PLEZi: Better for kids? Healthier?
I’ve had so many requests to comment on Michelle Obama’s new PLEZi food business—reduced sugar but ultraprocessed artificially sweetened drinks for kids—that I feel obliged to write about them, unhappy as I am as having to consider this enterprise so ill advised.
In case you missed it, the former First Lady—a public health hero of mine for her efforts to improve school food and feed kids more healthfully—announced these drinks as having 75% less sugar than Coke and Pepsi.
The press materials say PLEZi’s mission is:
to create higher standards for how the U.S. makes and markets food and beverages for kids, leading with nutrition, taste, and truth…PLEZi Nutrition was created to give parents a helping hand by offering healthier, great-tasting products that parents can feel good about giving their kids and that kids actually want. The company is focused on lowering sugar content and lowering sweetness to help adjust kids’ palates to crave less sweetness overall. In addition to reducing the sugar and sweetness, they are adding in nutrients kids need, all with the aim to replace sugary drinks and snacks.
Here’s what’s good about all this.
- Michelle Obama is eloquent on the need for kids to eat more healthfully.
- PLEZi is established as a benefit corporation meaning that its stockholders have agreed to have social values as part of its mission, not just profits (although those count too, evidently).
- It has donated $1 million to Food Corps, which teaches school kids about food—a cause well worth supporting.
- It has a distinguished “kitchen cabinet” advisory committee of people who care about kids’ health.
Why my dismay?
Take a look at the PLEZi Blueberry Blast drink’s nutrition information and ingredient list.
This product has a lot less sugar than Coke or Pepsi and contains zero added sugars, but it has five sweeteners:
- Apple juice concentrate (Translation: sugar derived from apples)
- Watermelon juice concentrate (ditto from watermelons)
- Blueberry juice concentrate (ditto from blueberries)
- Stevia leaf extract
- Monk fruit extract
These, plus “natural flavors” (don’t get me started) and some of the other ingredients put this squarely in the category of ultraprocessed products, now strongly associated with poor health and promotion of excessive calorie intake.
These drinks do not meet my idea of a “higher standard,” alas.
Instead, I see PLEZi as a direct competitor of existing drinks—Kraft’s Capri Sun and Kool-Aid Jammers among them—both with less sugar than Coke or Pepsi, and neither what I would consider a health food.
I found PLEZi shelved right with other sweetened drinks aimed at kids at the Target in Ithaca, New York.
PLEZi’s cost
Target has PLEZi,on special sale at for $3.50 for 32 ounces (four 8-ounce bottles). This makes it almost twice as expensive as Capri Sun ($3.19 for 60 ounces—ten 6-ounce pouches).
The competition
PLEZi’s nutritional profile isn’t all that different from that of “half the sugar” Capri Sun. Here’s Capri Sun Strawberry Kiwi:
Capri Sun has the same kinds of ingredients as PLEZi, but less fruit juice, and a little more overall sugar. To me, they don’t look all that different.
What about taste?
I bought packages of PLEZi Blueberry Blast, Orange Smash, and Capri Sun ‘s “half the sugar” Strawberry Kiwi.
OK, I am not these products’ core customer. They are not aimed at me. I thought the PLEZi drinks were oddly colored and watery, and had undistinguishable flavors and the slight off-taste of monk fruit sweetener.
Capri Sun is noticably sweeter, which is not surprising: it has 7 grams of sugar in 6 ounces, whereas PLEZi has 6 grams of sugar in 8 ounces.
But all of these drinks raise the same question: Is a somewhat less sugary, sweetened, “better-for-you” drink necessarily a good choice?
Many healthier drinks are available for kids.
I would like to know:
- Why anyone would think kids need another drink like this.
- Why someone didn’t identify PLEZi drinks as ultraprocessed.
- Why someone didn’t intervene to protect Mrs. Obama from getting involved in this dubious enterprise.
My business and health questions:
- Will PLEZi sell?
- Will it cut into sales of Kool-Aid Jammers and Capri Sun, let alone Coke and Pepsi?
- Will it accustom kids to less sweet tastes?
- Will it encourage kids to eat more healthfully?
I sure hope the Kitchen Cabinet insists on a serious evaluation.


BRIEF: Search the entries for the word "Sale" and pull out each line that has it.

SUPPLIED ENTRIES:
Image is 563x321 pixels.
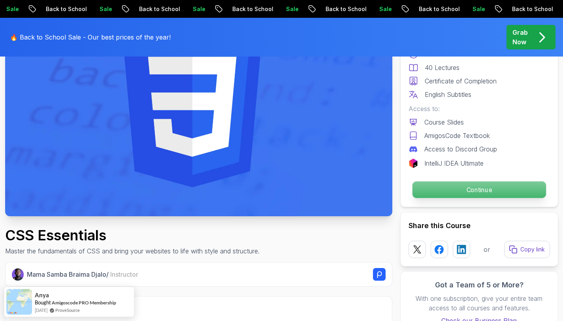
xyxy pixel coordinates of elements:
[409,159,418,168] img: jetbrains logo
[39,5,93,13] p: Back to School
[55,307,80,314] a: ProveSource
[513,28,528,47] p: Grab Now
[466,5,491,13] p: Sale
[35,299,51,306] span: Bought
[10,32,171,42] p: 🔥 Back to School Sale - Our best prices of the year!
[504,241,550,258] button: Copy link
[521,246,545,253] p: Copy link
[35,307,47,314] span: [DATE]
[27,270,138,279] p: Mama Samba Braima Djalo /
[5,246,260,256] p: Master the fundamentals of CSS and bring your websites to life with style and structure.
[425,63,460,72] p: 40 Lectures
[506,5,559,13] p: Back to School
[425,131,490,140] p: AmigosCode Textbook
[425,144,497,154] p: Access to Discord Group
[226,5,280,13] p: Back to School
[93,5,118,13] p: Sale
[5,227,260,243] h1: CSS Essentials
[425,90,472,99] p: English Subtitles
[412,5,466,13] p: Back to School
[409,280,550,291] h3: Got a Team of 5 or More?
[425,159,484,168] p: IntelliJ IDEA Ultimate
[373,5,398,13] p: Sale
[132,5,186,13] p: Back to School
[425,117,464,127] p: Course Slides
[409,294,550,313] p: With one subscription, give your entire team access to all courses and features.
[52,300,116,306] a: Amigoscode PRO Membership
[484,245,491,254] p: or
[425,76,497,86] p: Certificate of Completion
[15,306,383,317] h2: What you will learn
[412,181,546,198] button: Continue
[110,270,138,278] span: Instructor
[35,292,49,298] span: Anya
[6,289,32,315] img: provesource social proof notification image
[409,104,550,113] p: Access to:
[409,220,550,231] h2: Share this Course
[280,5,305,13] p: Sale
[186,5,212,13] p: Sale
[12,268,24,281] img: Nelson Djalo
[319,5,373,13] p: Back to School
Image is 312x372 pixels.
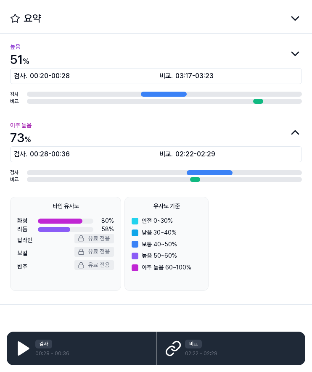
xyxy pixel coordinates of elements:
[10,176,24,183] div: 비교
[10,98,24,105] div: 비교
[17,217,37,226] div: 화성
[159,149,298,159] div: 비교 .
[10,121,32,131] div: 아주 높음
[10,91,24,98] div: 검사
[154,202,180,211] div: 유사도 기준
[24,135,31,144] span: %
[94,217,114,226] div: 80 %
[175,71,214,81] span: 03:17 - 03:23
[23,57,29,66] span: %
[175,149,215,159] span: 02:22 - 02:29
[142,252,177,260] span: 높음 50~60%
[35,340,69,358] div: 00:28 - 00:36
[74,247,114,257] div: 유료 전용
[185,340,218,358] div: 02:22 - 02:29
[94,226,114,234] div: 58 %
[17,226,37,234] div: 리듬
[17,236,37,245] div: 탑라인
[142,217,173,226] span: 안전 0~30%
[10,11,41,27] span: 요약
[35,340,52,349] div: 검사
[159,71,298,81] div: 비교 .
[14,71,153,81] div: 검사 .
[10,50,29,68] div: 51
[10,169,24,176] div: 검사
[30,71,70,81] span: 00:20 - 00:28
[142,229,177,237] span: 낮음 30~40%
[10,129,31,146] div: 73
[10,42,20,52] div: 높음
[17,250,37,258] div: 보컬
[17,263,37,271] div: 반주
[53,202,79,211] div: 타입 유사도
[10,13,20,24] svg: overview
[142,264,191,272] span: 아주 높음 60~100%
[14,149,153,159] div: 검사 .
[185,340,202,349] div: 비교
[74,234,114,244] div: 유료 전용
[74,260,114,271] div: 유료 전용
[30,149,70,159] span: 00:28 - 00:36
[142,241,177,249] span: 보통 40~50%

SOLUTION:
[466,5,491,13] p: Sale
[10,32,171,42] p: 🔥 Back to School Sale - Our best prices of the year!
[93,5,118,13] p: Sale
[373,5,398,13] p: Sale
[280,5,305,13] p: Sale
[186,5,212,13] p: Sale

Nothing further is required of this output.